(Excerpts from a dataset)
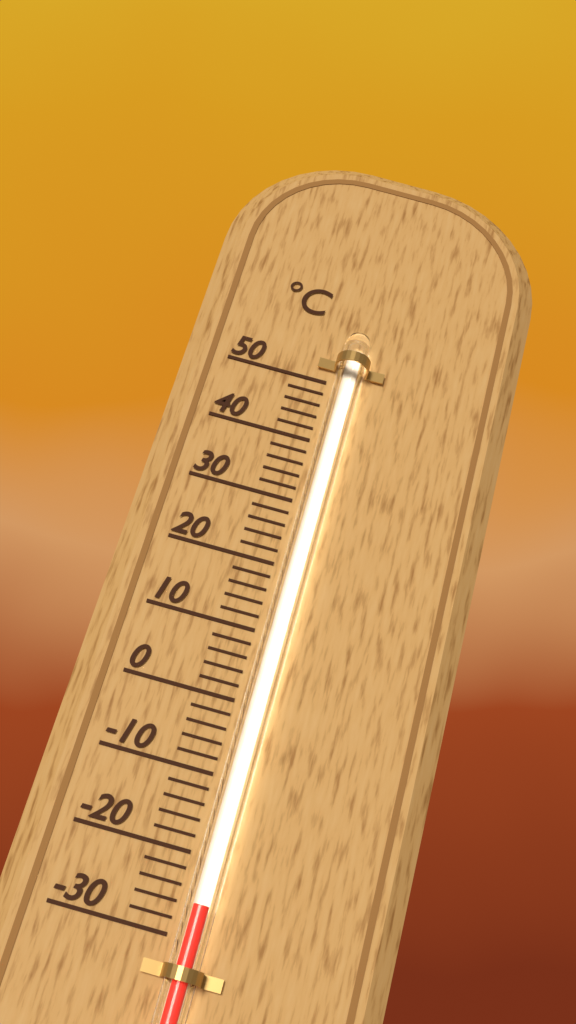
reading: -26 °C
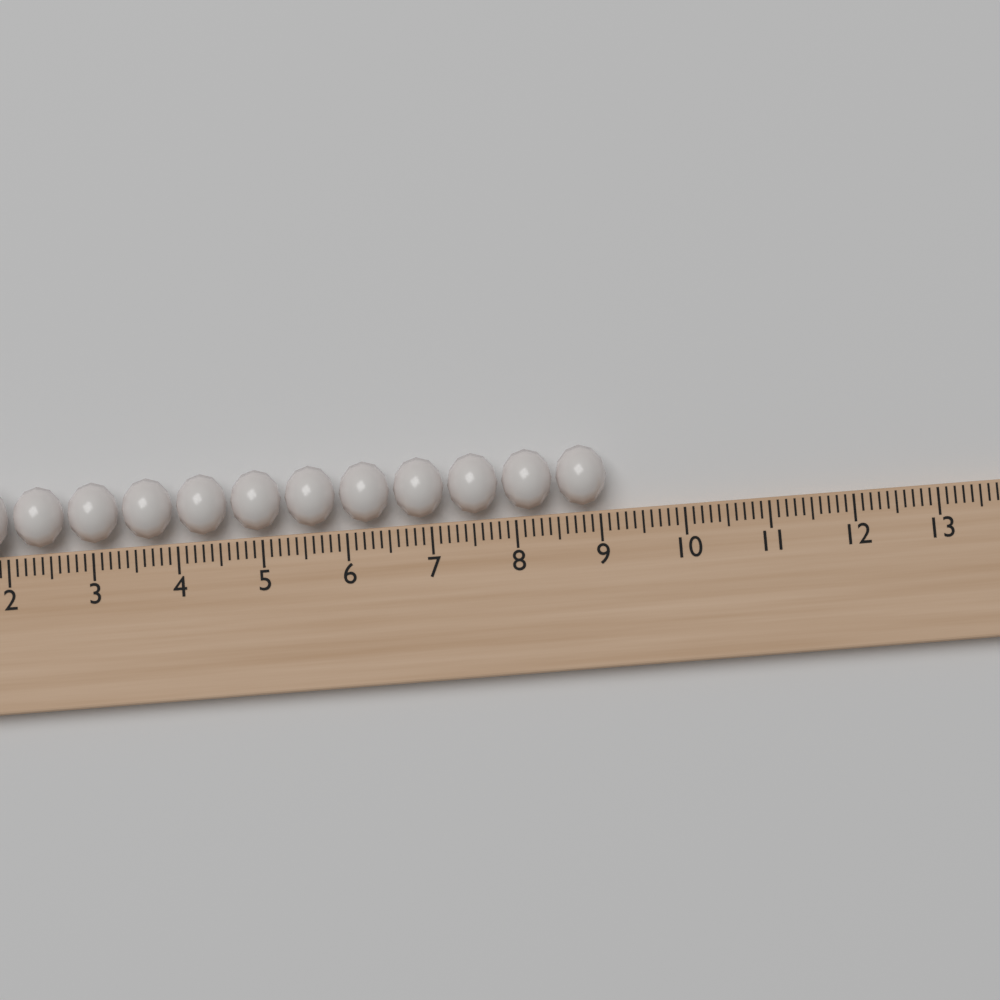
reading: 9.1 (no unit)
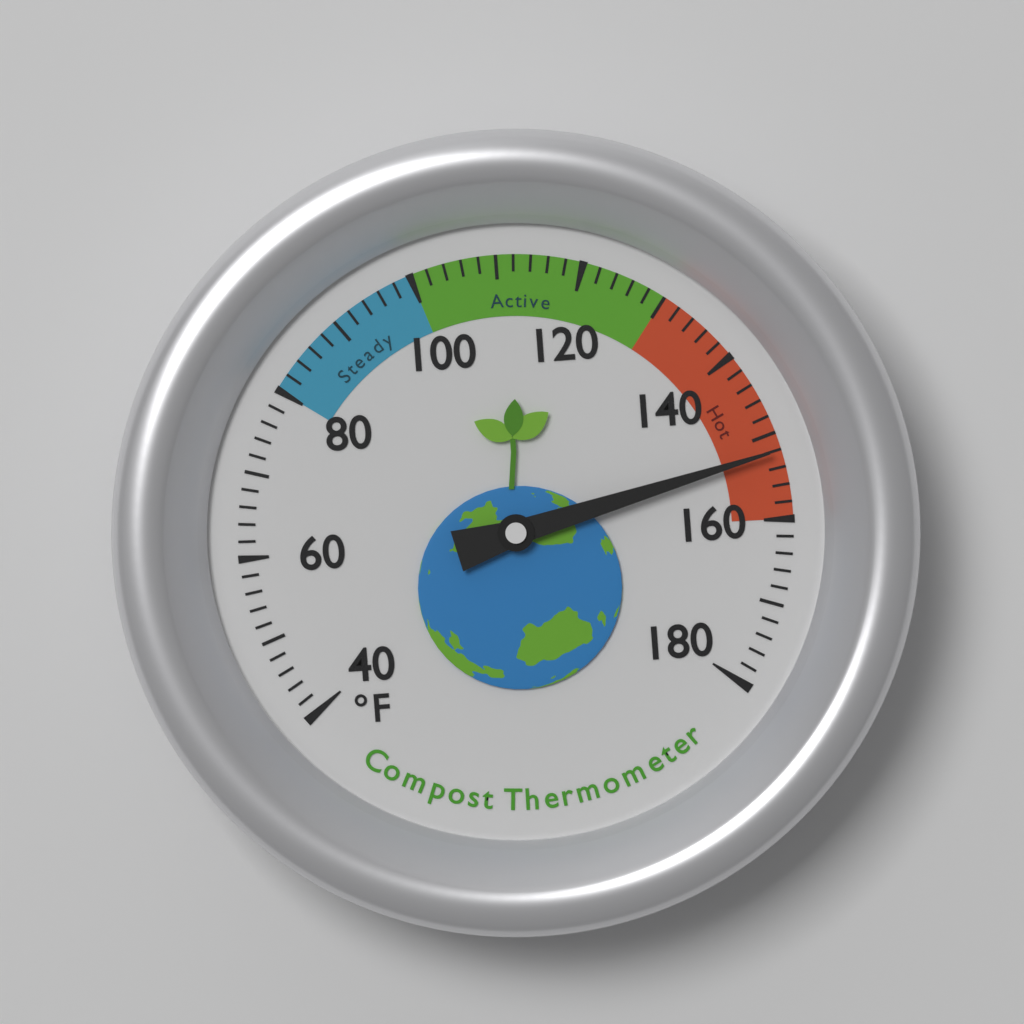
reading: 152 °F
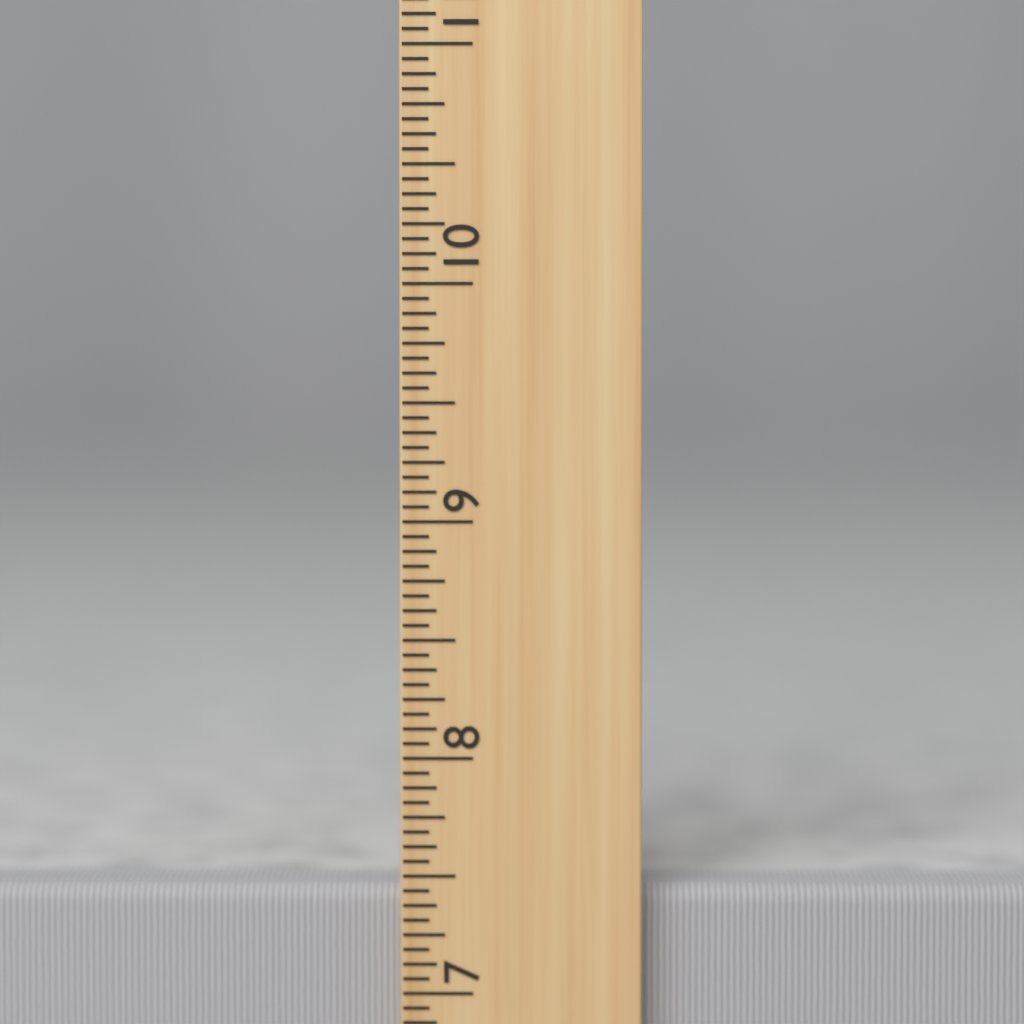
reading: 7.4375 inch
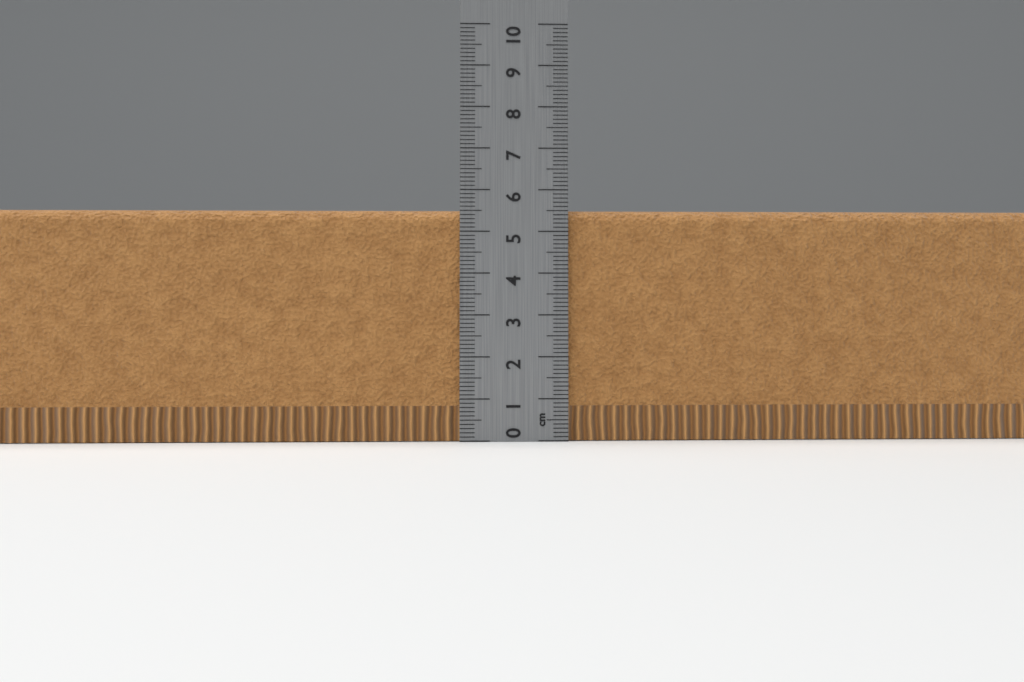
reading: 5.5 cm
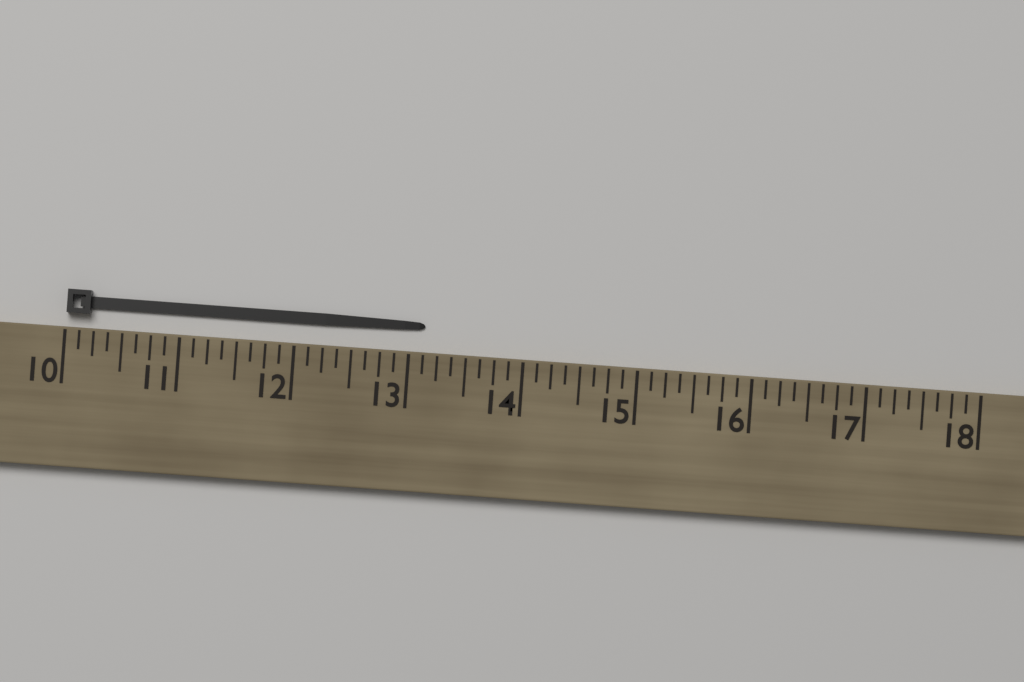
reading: 13.125 (no unit)
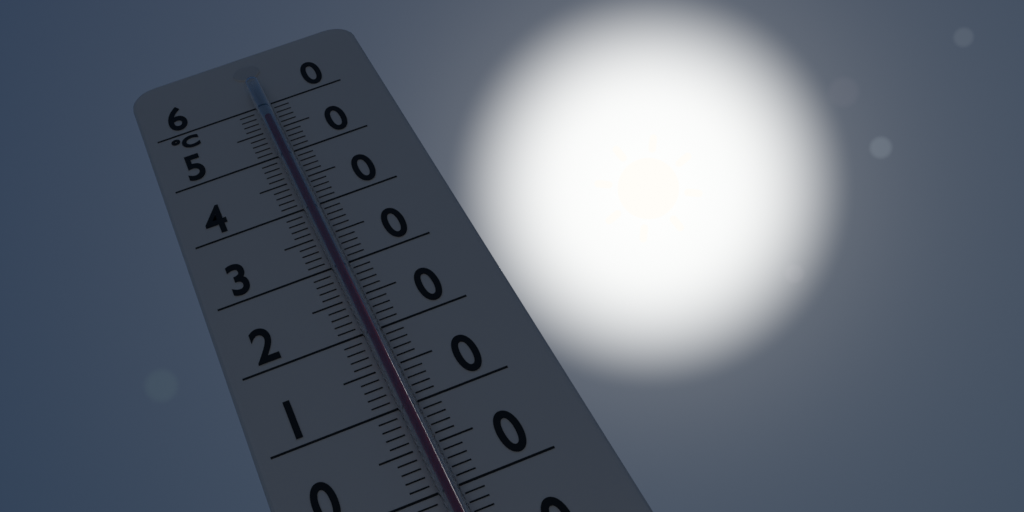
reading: 56 °C
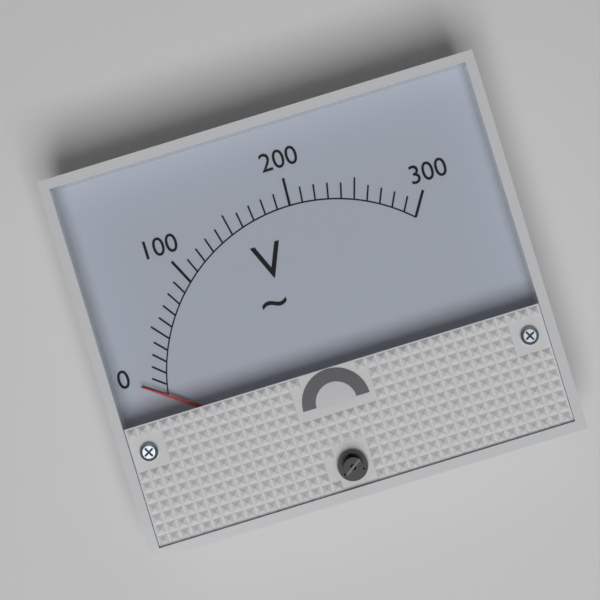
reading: 0 V
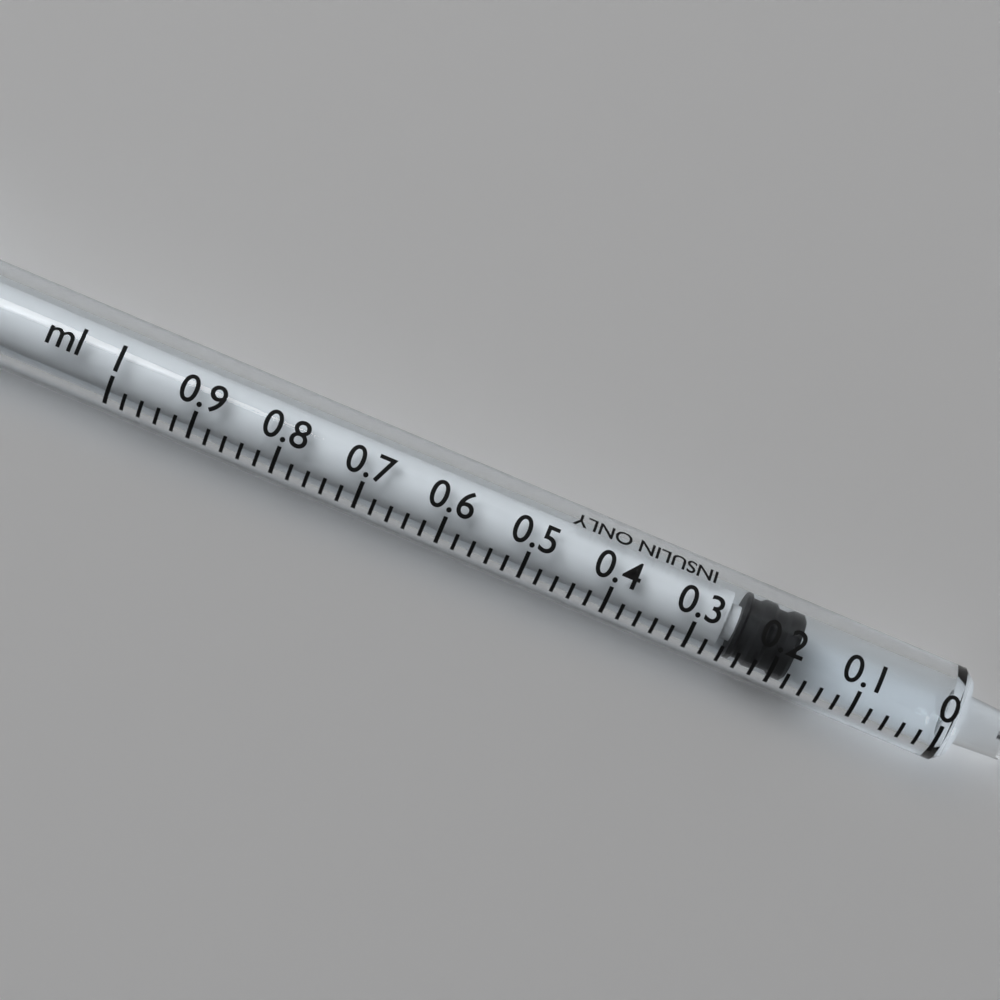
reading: 0.18 ml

* Problem to work on
Nothing but an exact repeat of the records, pictures excluded, belongs in the answer.

* Output of the exercise
reading: -26 °C
reading: 9.1 (no unit)
reading: 152 °F
reading: 7.4375 inch
reading: 5.5 cm
reading: 13.125 (no unit)
reading: 56 °C
reading: 0 V
reading: 0.18 ml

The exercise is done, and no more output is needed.